_BRIEF_. Every entry below, from first to last, should be copied exactly.

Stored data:
┌──
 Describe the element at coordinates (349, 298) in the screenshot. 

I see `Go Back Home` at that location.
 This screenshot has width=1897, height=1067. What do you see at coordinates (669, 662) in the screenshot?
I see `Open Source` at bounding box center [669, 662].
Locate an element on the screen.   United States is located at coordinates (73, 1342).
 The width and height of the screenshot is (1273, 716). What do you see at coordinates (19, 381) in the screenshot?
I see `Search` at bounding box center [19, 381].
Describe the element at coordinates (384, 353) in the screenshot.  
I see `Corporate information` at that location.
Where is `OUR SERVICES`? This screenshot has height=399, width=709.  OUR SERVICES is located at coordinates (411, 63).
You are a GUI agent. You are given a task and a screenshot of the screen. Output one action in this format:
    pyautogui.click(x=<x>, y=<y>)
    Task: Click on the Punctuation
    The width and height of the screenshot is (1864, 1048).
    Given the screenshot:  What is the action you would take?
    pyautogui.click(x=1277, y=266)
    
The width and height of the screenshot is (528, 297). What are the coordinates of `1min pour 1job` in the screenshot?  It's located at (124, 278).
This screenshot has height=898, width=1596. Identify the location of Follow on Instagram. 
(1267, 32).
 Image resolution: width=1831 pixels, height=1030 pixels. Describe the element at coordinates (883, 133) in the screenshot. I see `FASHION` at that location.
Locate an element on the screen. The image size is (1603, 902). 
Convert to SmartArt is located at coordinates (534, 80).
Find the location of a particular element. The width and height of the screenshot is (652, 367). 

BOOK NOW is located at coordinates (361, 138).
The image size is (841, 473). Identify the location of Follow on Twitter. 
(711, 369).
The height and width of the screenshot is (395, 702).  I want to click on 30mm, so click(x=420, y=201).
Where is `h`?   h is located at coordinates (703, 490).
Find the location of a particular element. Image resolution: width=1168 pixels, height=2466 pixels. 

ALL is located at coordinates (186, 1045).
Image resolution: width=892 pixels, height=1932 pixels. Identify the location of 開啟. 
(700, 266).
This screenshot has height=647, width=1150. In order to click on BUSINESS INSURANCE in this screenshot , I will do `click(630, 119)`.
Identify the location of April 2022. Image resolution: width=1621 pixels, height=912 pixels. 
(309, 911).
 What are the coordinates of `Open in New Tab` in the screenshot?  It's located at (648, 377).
└──
_OUTPUT OF THE TASK_.
 Describe the element at coordinates (349, 298) in the screenshot. 

I see `Go Back Home` at that location.
 This screenshot has width=1897, height=1067. What do you see at coordinates (669, 662) in the screenshot?
I see `Open Source` at bounding box center [669, 662].
Locate an element on the screen.   United States is located at coordinates (73, 1342).
 The width and height of the screenshot is (1273, 716). What do you see at coordinates (19, 381) in the screenshot?
I see `Search` at bounding box center [19, 381].
Describe the element at coordinates (384, 353) in the screenshot.  
I see `Corporate information` at that location.
Where is `OUR SERVICES`? This screenshot has height=399, width=709.  OUR SERVICES is located at coordinates (411, 63).
You are a GUI agent. You are given a task and a screenshot of the screen. Output one action in this format:
    pyautogui.click(x=<x>, y=<y>)
    Task: Click on the Punctuation
    The width and height of the screenshot is (1864, 1048).
    Given the screenshot:  What is the action you would take?
    pyautogui.click(x=1277, y=266)
    
The width and height of the screenshot is (528, 297). What are the coordinates of `1min pour 1job` in the screenshot?  It's located at (124, 278).
This screenshot has height=898, width=1596. Identify the location of Follow on Instagram. 
(1267, 32).
 Image resolution: width=1831 pixels, height=1030 pixels. Describe the element at coordinates (883, 133) in the screenshot. I see `FASHION` at that location.
Locate an element on the screen. The image size is (1603, 902). 
Convert to SmartArt is located at coordinates (534, 80).
Find the location of a particular element. The width and height of the screenshot is (652, 367). 

BOOK NOW is located at coordinates (361, 138).
The image size is (841, 473). Identify the location of Follow on Twitter. 
(711, 369).
The height and width of the screenshot is (395, 702).  I want to click on 30mm, so click(x=420, y=201).
Where is `h`?   h is located at coordinates (703, 490).
Find the location of a particular element. Image resolution: width=1168 pixels, height=2466 pixels. 

ALL is located at coordinates (186, 1045).
Image resolution: width=892 pixels, height=1932 pixels. Identify the location of 開啟. 
(700, 266).
This screenshot has height=647, width=1150. In order to click on BUSINESS INSURANCE in this screenshot , I will do `click(630, 119)`.
Identify the location of April 2022. Image resolution: width=1621 pixels, height=912 pixels. 
(309, 911).
 What are the coordinates of `Open in New Tab` in the screenshot?  It's located at (648, 377).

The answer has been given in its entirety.